PROVIDED INFORMATION:
........

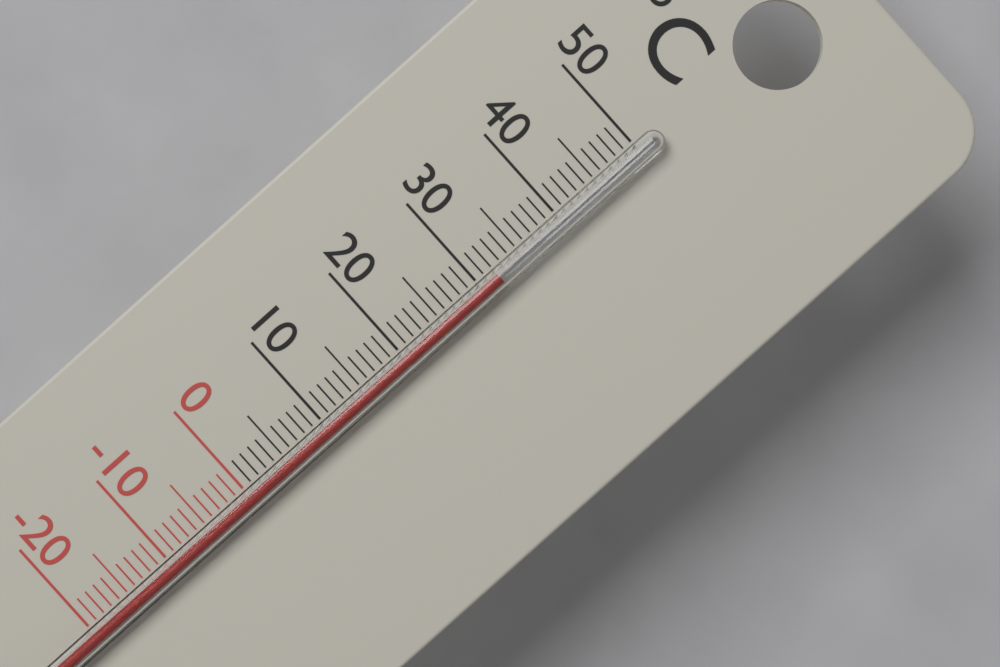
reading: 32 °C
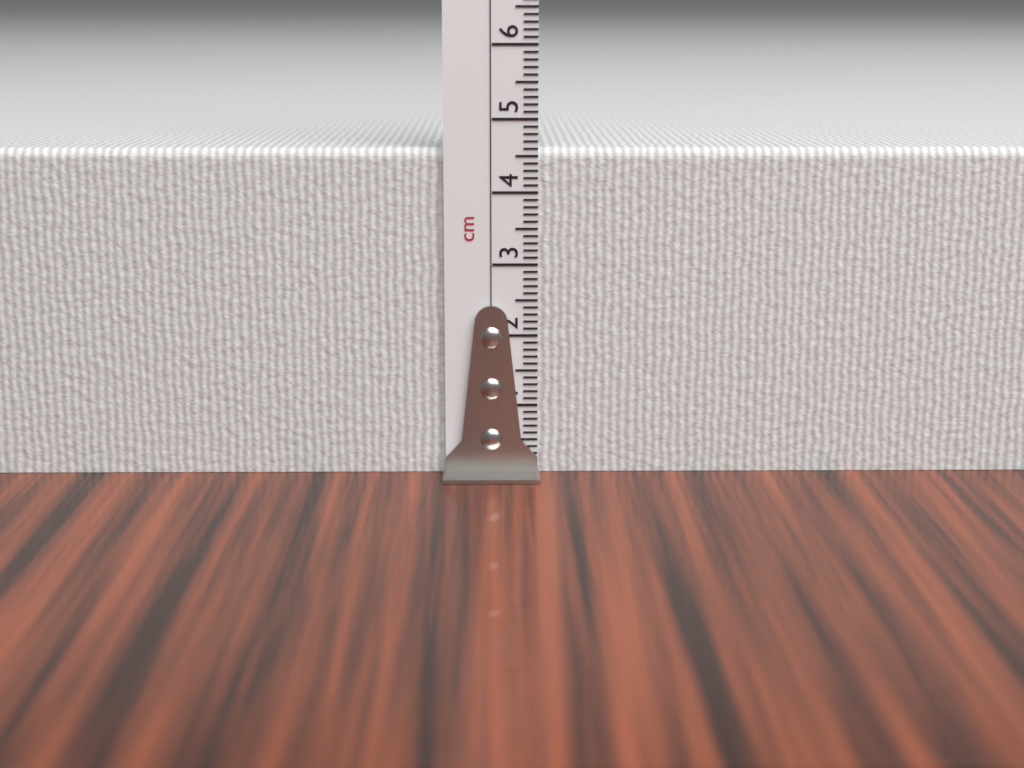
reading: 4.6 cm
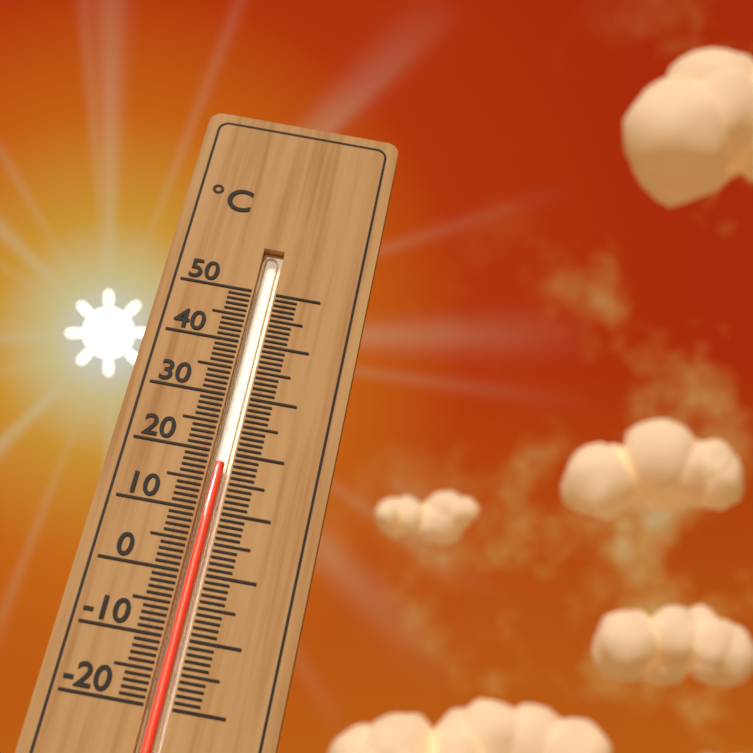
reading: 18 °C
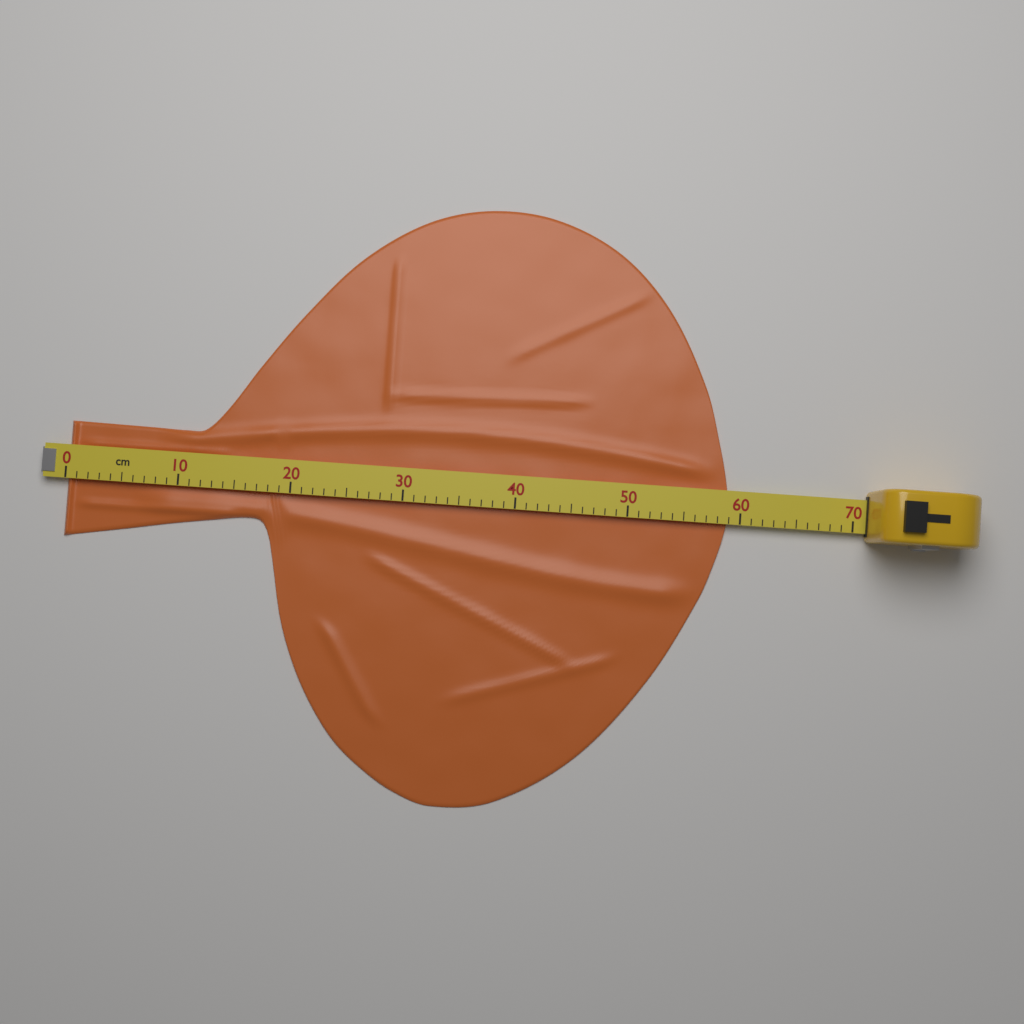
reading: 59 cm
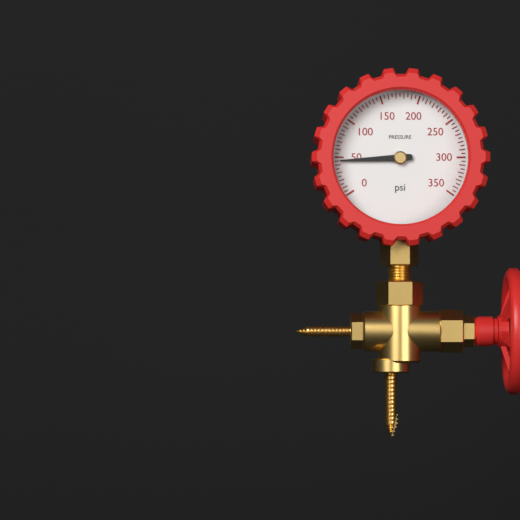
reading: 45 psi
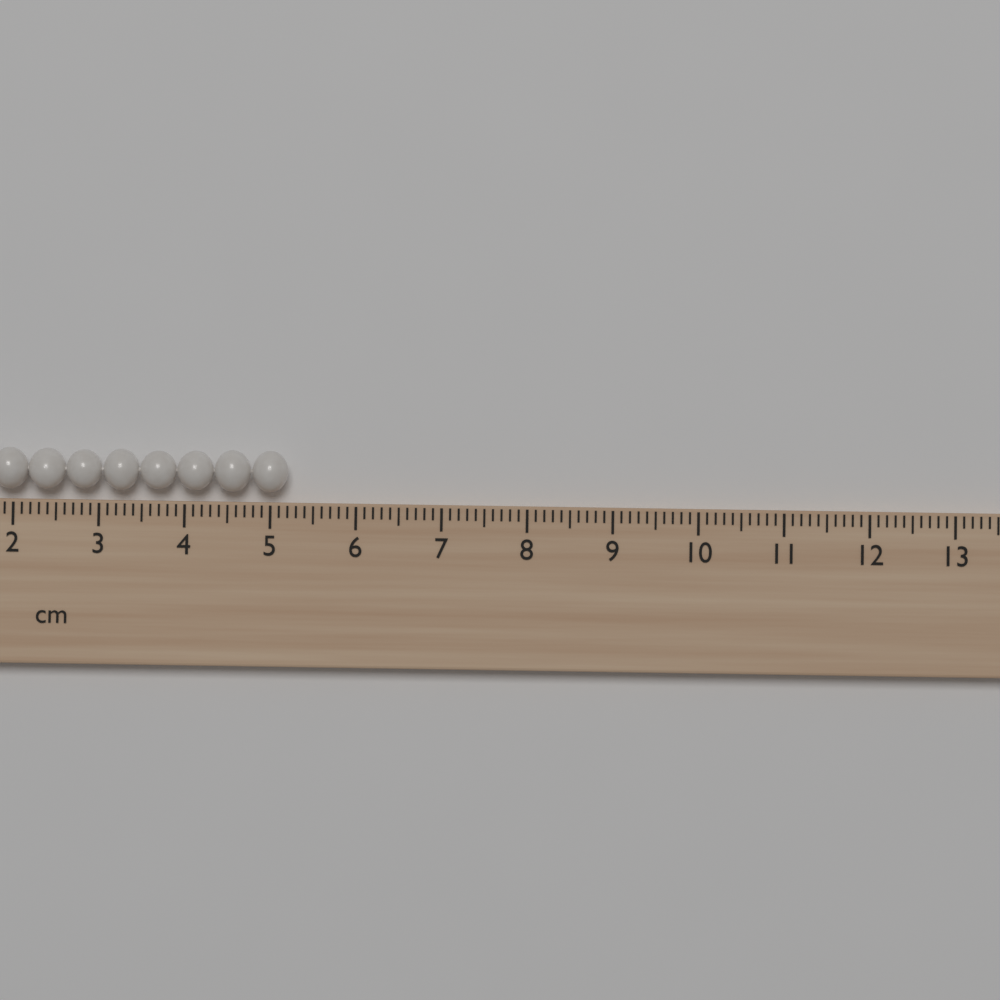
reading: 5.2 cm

........

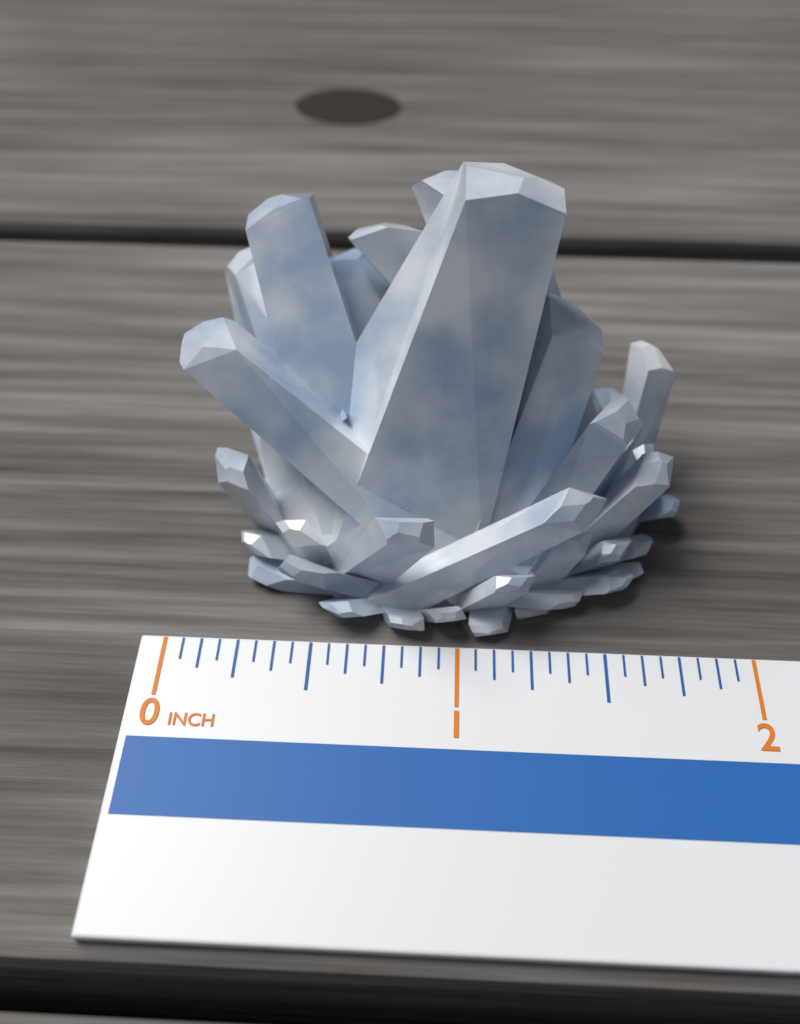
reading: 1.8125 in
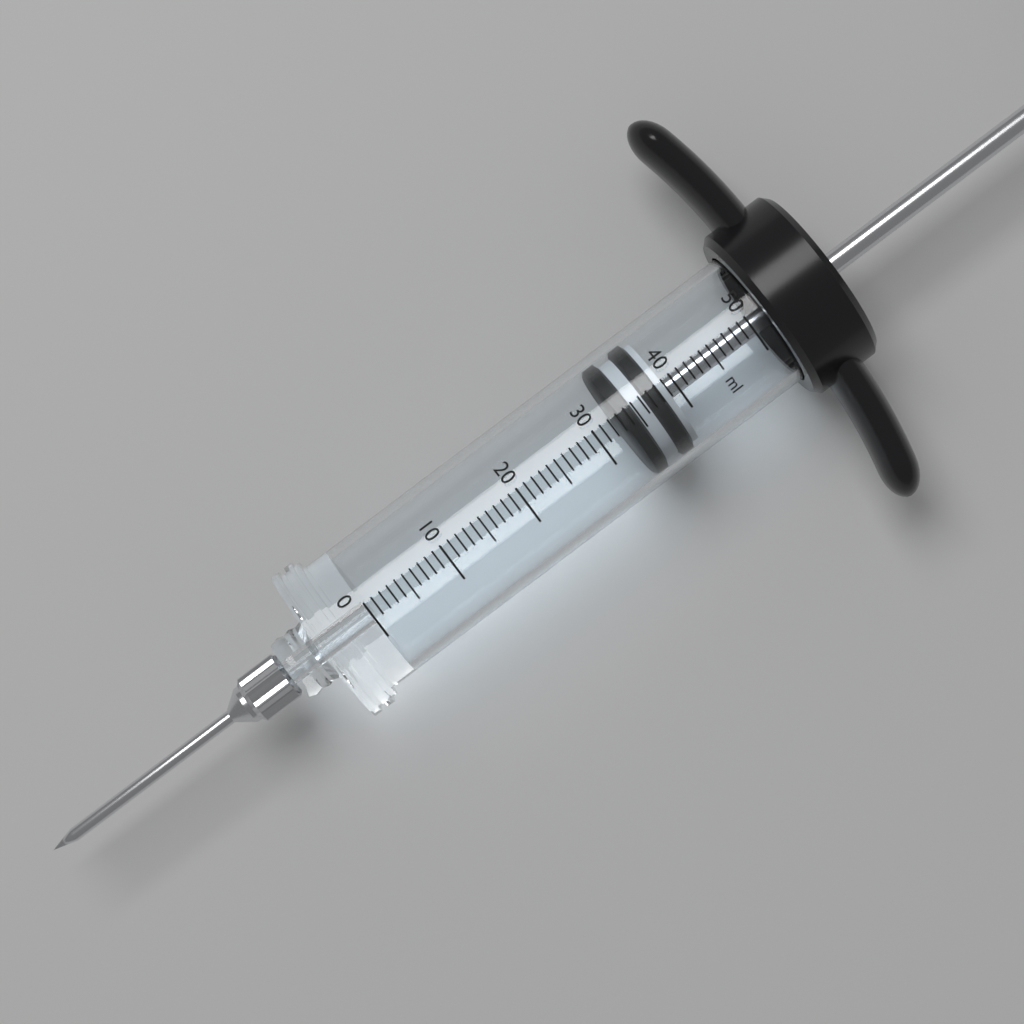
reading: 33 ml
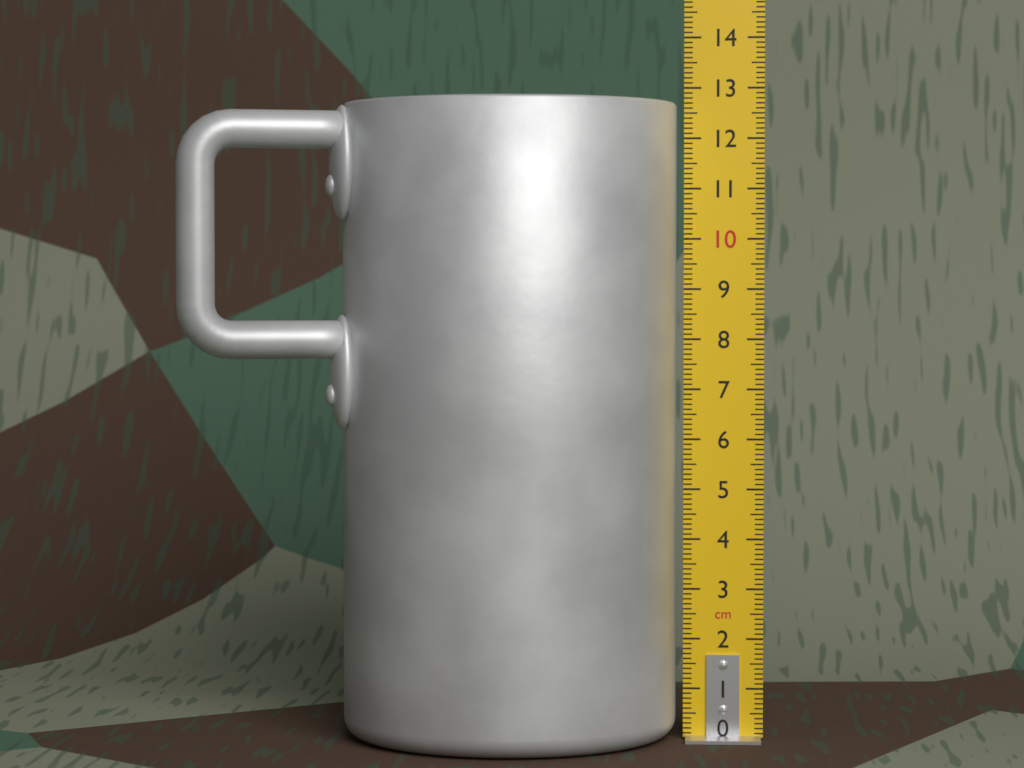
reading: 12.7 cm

........

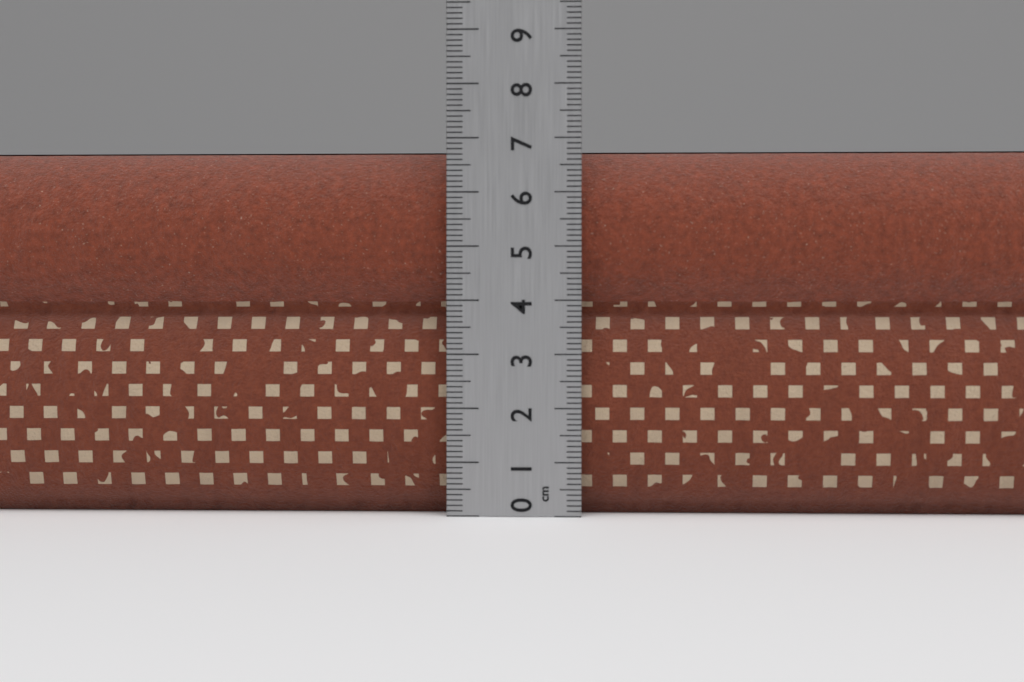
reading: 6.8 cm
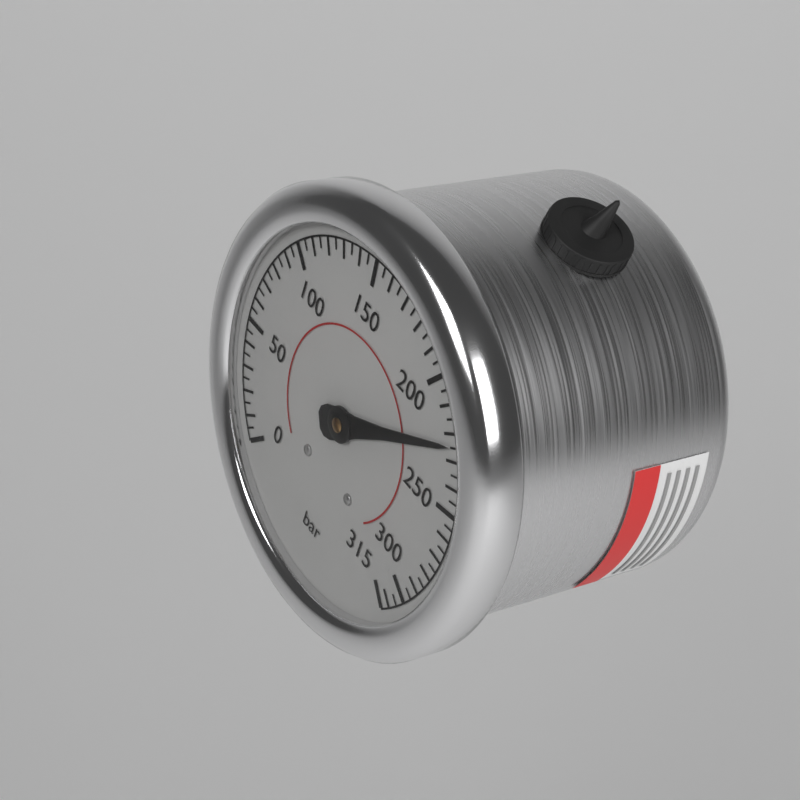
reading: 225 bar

........

TASK PROMPT: Return, exactly as they stand, the lines above from the one with "reading: 32 °C" to the one with "reading: 5.2 cm", omitting any pictures among them.

RESULT OF THE EXERCISE:
reading: 32 °C
reading: 4.6 cm
reading: 18 °C
reading: 59 cm
reading: 45 psi
reading: 5.2 cm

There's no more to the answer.